In March 1980 Francis Coppola purchased the dilapidated Hollywood General Studios facility with the hope and dream of creating a radically new kind of studio, one that would revolutionize filmmaking, challenge the established studio machinery, and, most importantly, allow him to make movies as he wished.
Charting the intersection of technology and ideology, cultural production and social science, Fatimah Tobing Rony explores early-twentieth-century representations of non-Western indigenous peoples in films ranging from the documentary to the spectacular to the scientific.
In Refiguring Spain, Marsha Kinder has gathered a collection of new essays that explore the central role played by film, television, newspapers, and art museums in redefining Spain's national/cultural identity and its position in the world economy during the post-Franco era.
In the world of globalized media, provocative images trigger culture wars between traditionalists and cosmopolitans, between censors and defenders of free expression.
The films of Akira Kurosawa have had an immense effect on the way the Japanese have viewed themselves as a nation and on the way the West has viewed Japan.
Although Gilles Deleuze is one of France's most celebrated twentieth-century philosophers, his theories of cinema have largely been ignored by American scholars.
Since the 1970s film studies has been dominated by a basic paradigm-the concept of classical Hollywood cinema-that is, the protagonist-driven narrative, valued for the way it achieves closure by neatly answering all of the enigmas it raises.
Unashamed nudists, high-flying hopheads, brazen strippers, vicious vice lords, and high school girls who find themselves "e;in trouble"e; comprise the population of exploitation films.
Producing Bollywood offers an unprecedented look inside the social and professional worlds of the Mumbai-based Hindi film industry and explains how it became "e;Bollywood,"e; the global film phenomenon and potent symbol of India as a rising economic powerhouse.
Since the 1990s, the knowledge, culture, and entertainment industries have found themselves experimenting, not altogether voluntarily, with communicating complex information across multiple media platforms.
The Queer Art of Failure is about finding alternatives-to conventional understandings of success in a heteronormative, capitalist society; to academic disciplines that confirm what is already known according to approved methods of knowing; and to cultural criticism that claims to break new ground but cleaves to conventional archives.
By exploring the use of film in mid-twentieth-century institutions, including libraries, museums, classrooms, and professional organizations, the essays in Useful Cinema show how moving images became an ordinary feature of American life.
Dark Borders connects anxieties about citizenship and national belonging in midcentury America to the sense of alienation conveyed by American film noir.
In his bestselling book The Grapevine: A Report on the Secret World of the Lesbian (1965), Jess Stearn announced that, contrary to the assumptions of many Americans, most lesbians appeared indistinguishable from other women.

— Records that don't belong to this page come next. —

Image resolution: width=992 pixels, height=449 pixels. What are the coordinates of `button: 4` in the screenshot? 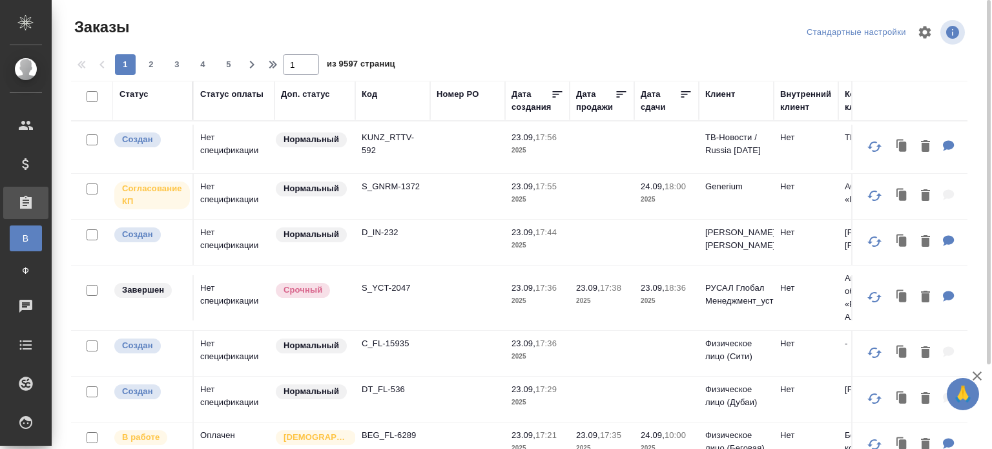 It's located at (203, 65).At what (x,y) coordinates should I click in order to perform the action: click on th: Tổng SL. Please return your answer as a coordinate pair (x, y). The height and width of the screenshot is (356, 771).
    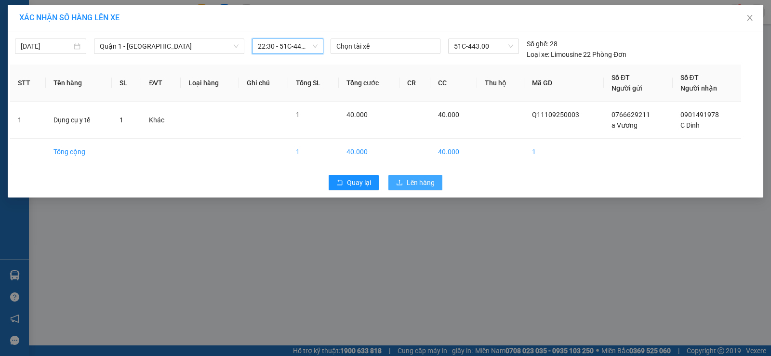
    Looking at the image, I should click on (314, 83).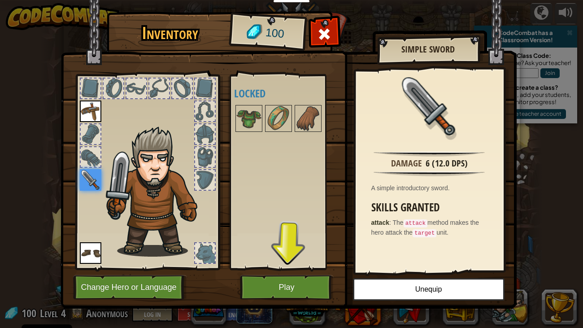 The height and width of the screenshot is (328, 583). I want to click on strong: attack, so click(380, 223). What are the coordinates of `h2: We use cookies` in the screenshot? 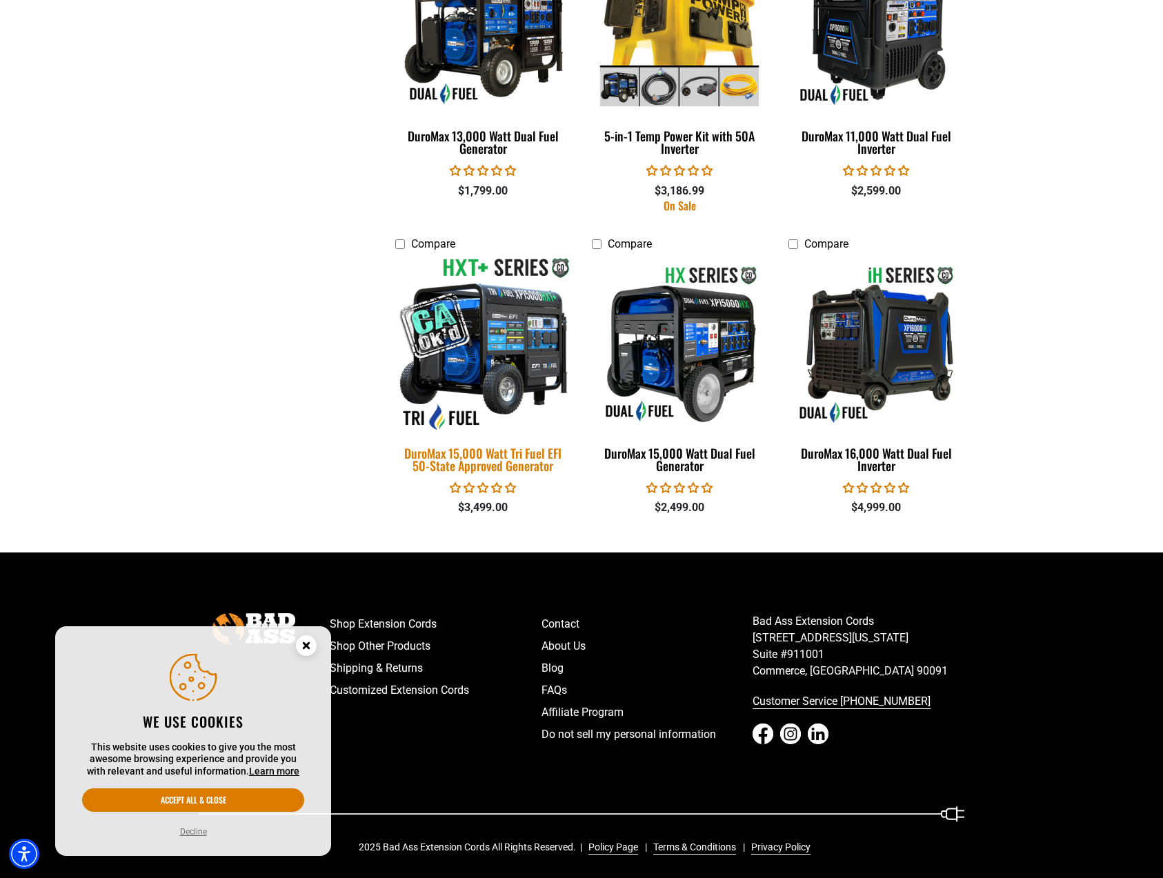 It's located at (193, 722).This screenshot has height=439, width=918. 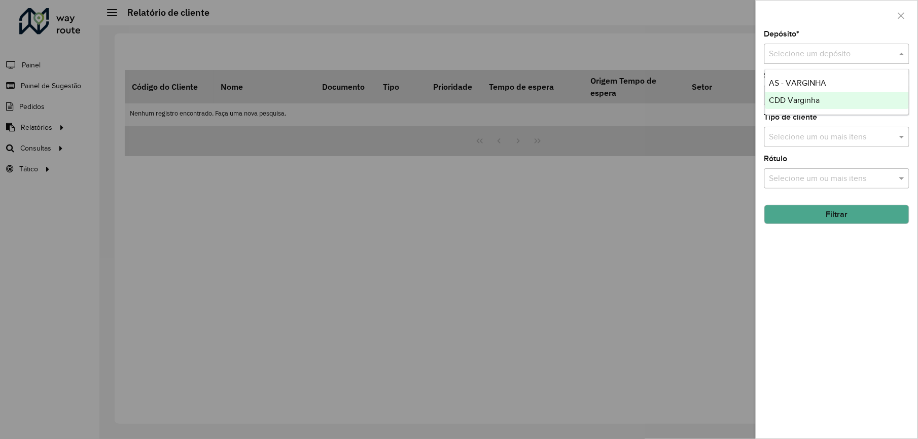 I want to click on ng-dropdown-panel: Options list, so click(x=836, y=92).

The Oriental Obscene is a sophisticated analysis of Americans' reactions to visual representations of the Vietnam War, such as the photograph of the "e;napalm girl,"e; news footage of the Tet Offensive, and feature films from The Deer Hunter to Rambo: First Blood Part II.
Rethinking the significance of films including Pillow Talk, Rear Window, and The Seven Year Itch, Pamela Robertson Wojcik examines the popularity of the "e;apartment plot,"e; her term for stories in which the apartment functions as a central narrative device.
In a nuanced exploration of how Western cinema has represented East Asia as a space of radical indecipherability, Homay King traces the long-standing association of the Orient with the enigmatic.
Painting the City Red illuminates the dynamic relationship between the visual media, particularly film and theater, and the planning and development of cities in China and Taiwan, from the emergence of the People's Republic in 1949 to the staging of the Beijing Olympics in 2008.
Backward Glances reveals that the passionate love one woman feels for another occupies a position of unsuspected centrality in contemporary Chinese mass cultures.
Known for its elaborate spectacle of music, dance, costumes, and fantastical story lines, Bollywood cinema is a genre that foregrounds narrative rupture, indeterminacy, and bodily sensation.
In an age of digital technology and renewed anxiety about media piracy, Inherent Vice revisits the recent analog past with an eye-opening exploration of the aesthetic and legal innovations of home video.
Women's Experimental Cinema provides lively introductions to the work of fifteen avant-garde women filmmakers, some of whom worked as early as the 1950s and many of whom are still working today.
In this powerful cultural critique, Ariel Dorfman explores the political and social implications of the smiling faces that inhabit familiar books, comics, and magazines.
In Picturing American Modernity, Kristen Whissel investigates the relationship between early American cinema and the experience of technological modernity.
In Reframing Bodies, Roger Hallas illuminates the capacities of film and video to bear witness to the cultural, political, and psychological imperatives of the AIDS crisis.
What might the cinema tell us about how and why the prospect of cloning disturbs our most profound ideas about gender, sexuality, difference, and the body?
Kara Keeling contends that cinema and cinematic processes had a profound significance for twentieth-century anticapitalist Black Liberation movements based in the United States.